Kaspersky researchers noted a new campaign by Chinese APT hackers targeting air-gapped systems of industrial organisations in Eastern Europe.

Hackers are reportedly using 15 implants in their procedure, all having different purposes, from maintaining remote access to stealing data. Researchers shared TTPs, IoCs and other details for system admins to identify the threat activity and remain secure.

Stealing Industrial Data in Europe

Researchers at Kaspersky have detailed the new campaign of APT-31 (a Chinese state-sponsored hacking group also known as Zirconium) targeting air-gapped systems of industries in Eastern Europe.

To the unknown, air-gapped systems are those isolated machines from the public internet and other computers in a network that store critical data securely. Companies have their store business secrets safe from external parties.

Since such air-gapped systems contain crucial data, hackers are interested in targeting them, even though it’s hard. They often use extreme social engineering attacks or USB drives to infect the systems and spread remotely from there.

Kaspersky noted one such campaign from APT-31, which started in May last year. In three stages, the threat actor uses 15 implants to gain remote access, maintain persistence, collect data and export it to the hacker’s command and control (C2) servers.

Researchers also noted a dedicated implant that decrypts and injects its payload into the memory of a legitimate process, sleeps for 10 minutes, and eventually steals all the necessary files. The malware archives the stolen files using WinRAR and stores them in temporary local folders, and finally exports the data to Dropbox later.

Kaspersky’s technical report contains all the necessary data, such as malware hashes, a complete set of indicators of compromise, TTPs etc., to identify and thwart the attacks and keep the air-gapped systems safe.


YOUR TASK: Would you please copy each line below that includes the string "emphasize"?

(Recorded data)
* * * * * * *
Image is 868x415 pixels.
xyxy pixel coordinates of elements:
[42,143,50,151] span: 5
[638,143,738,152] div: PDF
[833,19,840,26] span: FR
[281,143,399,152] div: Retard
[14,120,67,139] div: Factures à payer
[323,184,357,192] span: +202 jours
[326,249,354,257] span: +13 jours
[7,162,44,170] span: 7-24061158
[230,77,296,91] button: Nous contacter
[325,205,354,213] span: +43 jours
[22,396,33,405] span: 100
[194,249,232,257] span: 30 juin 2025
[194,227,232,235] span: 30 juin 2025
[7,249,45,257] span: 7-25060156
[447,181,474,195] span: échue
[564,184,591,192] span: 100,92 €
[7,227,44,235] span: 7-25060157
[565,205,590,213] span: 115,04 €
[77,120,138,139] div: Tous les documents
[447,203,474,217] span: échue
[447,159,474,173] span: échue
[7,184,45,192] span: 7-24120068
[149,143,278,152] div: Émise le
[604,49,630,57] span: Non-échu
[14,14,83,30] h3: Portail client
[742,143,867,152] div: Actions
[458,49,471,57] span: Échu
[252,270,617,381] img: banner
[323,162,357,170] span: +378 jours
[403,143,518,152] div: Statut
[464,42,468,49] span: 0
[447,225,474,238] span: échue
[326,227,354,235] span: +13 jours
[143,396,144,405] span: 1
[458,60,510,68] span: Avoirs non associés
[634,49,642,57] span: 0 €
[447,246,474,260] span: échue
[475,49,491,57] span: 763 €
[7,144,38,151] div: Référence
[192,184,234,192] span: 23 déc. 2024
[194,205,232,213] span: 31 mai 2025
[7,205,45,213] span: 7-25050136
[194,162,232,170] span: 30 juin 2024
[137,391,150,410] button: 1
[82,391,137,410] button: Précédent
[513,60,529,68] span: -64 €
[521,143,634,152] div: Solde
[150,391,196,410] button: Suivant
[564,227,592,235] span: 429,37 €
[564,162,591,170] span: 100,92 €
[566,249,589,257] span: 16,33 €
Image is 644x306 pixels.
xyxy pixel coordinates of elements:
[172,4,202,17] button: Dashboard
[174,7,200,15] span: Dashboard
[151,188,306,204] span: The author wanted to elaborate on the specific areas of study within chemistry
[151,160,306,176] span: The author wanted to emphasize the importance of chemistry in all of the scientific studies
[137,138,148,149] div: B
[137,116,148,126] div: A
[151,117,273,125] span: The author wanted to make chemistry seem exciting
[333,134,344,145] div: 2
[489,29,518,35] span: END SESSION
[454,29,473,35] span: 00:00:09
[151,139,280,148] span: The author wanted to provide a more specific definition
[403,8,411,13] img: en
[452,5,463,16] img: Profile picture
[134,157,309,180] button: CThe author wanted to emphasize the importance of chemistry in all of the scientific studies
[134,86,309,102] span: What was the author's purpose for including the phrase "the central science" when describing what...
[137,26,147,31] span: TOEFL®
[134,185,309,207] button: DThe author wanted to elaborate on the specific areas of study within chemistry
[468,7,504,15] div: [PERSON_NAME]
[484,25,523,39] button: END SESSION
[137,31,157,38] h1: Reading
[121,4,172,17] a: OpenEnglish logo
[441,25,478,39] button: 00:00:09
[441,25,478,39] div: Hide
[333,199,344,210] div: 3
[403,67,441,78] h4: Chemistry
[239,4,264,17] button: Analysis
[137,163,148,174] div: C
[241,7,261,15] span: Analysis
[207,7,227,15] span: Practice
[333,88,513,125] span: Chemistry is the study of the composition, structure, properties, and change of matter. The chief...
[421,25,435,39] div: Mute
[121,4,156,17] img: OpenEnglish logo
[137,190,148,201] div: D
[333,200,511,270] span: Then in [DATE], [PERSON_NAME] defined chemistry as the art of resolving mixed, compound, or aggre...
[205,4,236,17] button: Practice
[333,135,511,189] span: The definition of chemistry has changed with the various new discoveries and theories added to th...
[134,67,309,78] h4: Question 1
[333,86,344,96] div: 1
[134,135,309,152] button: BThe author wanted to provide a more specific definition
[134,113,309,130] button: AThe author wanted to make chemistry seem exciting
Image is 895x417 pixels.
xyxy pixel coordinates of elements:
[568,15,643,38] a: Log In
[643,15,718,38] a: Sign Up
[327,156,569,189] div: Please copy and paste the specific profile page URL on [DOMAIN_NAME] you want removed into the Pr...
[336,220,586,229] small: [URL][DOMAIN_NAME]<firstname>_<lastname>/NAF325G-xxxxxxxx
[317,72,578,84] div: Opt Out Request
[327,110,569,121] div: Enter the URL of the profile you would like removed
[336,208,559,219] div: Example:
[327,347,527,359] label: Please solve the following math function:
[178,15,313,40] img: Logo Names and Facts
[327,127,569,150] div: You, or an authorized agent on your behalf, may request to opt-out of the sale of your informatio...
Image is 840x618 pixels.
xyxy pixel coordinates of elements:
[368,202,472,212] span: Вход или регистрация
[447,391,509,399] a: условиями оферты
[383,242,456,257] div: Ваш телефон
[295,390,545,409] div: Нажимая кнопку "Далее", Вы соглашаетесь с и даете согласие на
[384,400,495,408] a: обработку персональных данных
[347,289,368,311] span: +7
* * * * * * *
EXPECTED OUTPUT:
[151,160,306,176] span: The author wanted to emphasize the importance of chemistry in all of the scientific studies
[134,157,309,180] button: CThe author wanted to emphasize the importance of chemistry in all of the scientific studies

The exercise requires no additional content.